DMC officials maintain, as in the words of executive vice president David Coats, that "patient care will not be affected." However, DMC employees have a different view. Dan, an orthopedist, said, "I don't know how they are going to manage it. Everyone is already working short staff. What are they going to cut? Nurses? Maintenance? Already we are working without heat in our office."

This sentiment is not limited to physicians. Tim Musial, a carpenter at Detroit Receiving Hospital, said that the staff he works with is "already down to a skeleton crew as it is. Presently one person is doing the job of two or three. I have been working here for 11 years and I fear that I may be one of the ones that are laid off. Maintenance is already very short."

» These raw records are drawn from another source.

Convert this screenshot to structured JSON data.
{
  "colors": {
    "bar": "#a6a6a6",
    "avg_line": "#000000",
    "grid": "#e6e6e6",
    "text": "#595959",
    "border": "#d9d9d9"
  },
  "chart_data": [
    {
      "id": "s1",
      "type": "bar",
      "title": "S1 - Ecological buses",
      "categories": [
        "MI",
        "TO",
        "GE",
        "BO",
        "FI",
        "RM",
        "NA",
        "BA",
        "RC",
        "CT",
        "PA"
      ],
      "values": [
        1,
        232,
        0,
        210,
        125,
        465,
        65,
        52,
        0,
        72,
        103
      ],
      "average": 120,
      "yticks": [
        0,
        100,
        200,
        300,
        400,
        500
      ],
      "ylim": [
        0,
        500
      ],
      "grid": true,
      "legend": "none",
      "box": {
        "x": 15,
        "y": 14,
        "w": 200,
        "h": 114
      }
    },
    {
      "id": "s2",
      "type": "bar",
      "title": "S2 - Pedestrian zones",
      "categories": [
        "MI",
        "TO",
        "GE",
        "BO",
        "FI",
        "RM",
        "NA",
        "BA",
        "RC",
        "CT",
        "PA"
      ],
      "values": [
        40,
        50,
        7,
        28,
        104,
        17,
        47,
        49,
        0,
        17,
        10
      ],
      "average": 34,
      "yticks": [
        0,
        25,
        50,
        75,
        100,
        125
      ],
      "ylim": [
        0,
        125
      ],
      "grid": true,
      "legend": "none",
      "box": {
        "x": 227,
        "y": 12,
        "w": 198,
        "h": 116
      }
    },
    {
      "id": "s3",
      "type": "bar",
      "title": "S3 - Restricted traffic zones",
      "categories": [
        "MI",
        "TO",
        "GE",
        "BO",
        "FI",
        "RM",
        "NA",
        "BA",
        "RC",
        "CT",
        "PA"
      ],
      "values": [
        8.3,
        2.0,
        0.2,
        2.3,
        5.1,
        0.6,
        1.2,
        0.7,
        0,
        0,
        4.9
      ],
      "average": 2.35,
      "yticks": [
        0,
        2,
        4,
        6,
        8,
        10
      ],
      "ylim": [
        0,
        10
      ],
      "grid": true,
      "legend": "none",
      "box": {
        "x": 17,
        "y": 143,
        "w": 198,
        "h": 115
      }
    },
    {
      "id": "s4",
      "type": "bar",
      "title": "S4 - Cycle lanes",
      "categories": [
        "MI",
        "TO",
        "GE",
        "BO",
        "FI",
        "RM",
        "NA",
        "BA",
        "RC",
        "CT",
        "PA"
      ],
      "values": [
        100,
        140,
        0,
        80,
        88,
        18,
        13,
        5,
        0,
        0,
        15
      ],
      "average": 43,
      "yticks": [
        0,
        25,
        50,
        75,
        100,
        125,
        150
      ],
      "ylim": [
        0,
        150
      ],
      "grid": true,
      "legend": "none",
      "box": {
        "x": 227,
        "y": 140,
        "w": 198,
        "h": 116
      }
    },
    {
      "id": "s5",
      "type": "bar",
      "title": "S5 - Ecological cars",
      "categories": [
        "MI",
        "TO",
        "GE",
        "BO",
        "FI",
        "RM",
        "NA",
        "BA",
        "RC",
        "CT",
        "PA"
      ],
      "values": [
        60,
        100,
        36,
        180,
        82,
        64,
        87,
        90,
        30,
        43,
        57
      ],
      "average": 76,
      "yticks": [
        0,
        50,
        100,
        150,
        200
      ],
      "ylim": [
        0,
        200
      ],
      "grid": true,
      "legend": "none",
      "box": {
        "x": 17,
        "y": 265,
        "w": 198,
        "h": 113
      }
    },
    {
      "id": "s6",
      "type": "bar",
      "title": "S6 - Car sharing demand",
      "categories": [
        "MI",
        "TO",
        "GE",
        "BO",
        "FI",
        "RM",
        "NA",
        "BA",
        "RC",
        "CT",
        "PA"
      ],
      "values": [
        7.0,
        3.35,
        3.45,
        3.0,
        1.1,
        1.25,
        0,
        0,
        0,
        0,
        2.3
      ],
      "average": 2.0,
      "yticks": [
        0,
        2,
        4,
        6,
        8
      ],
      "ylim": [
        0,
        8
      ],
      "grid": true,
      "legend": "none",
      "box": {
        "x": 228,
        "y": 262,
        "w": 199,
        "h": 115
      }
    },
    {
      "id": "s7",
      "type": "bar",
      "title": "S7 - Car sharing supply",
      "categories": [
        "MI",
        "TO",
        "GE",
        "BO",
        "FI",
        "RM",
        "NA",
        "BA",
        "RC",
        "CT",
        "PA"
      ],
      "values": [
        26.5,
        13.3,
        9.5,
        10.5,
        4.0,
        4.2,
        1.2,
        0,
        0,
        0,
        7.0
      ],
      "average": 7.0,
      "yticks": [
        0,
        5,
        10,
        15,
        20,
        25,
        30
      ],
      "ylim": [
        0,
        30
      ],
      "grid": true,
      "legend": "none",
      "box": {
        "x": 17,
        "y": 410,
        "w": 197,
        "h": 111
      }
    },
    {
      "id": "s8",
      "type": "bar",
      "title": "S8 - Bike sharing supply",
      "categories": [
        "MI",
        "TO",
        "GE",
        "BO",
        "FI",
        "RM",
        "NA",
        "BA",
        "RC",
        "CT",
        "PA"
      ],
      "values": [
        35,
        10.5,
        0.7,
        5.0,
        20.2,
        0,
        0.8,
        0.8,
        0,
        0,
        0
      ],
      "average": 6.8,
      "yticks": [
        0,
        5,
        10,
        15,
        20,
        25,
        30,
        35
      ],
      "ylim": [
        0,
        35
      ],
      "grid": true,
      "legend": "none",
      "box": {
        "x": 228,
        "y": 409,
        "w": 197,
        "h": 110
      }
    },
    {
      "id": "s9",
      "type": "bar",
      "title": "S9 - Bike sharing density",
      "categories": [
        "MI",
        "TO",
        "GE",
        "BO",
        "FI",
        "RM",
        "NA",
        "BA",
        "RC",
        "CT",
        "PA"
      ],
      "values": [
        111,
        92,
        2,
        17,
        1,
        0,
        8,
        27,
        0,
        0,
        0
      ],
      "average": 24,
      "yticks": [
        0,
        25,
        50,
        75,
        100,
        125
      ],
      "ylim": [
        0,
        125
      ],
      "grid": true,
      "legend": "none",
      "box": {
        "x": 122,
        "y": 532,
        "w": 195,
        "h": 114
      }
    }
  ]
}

Further decisions regarding the state of the DMC remain to be made. However, there is a general expectation that the recent job restructuring will be only the beginning of a process that could result in the closure of area hospitals or a merger with another health system. The growing cuts in Medicare and Medicaid funding nationwide, intrinsic to the downsizing and an overall decline in patient care occurring throughout the public health system, are major contributing factors to the current state of financial affairs of the DMC. Moreover, there is no doubt that the DMC is obliged to compete with area hospitals whose performance hovers around the 4 percent profit rate standard for the industry.

Joseph, another employee at the Kresge Eye institute, said that he didn't think "they want a quality system. They just want to make money."

Considering the financial losses confronting the Detroit Medical Center there is little doubt that the layoffs witnessed this past week are only a small indication of what is to come.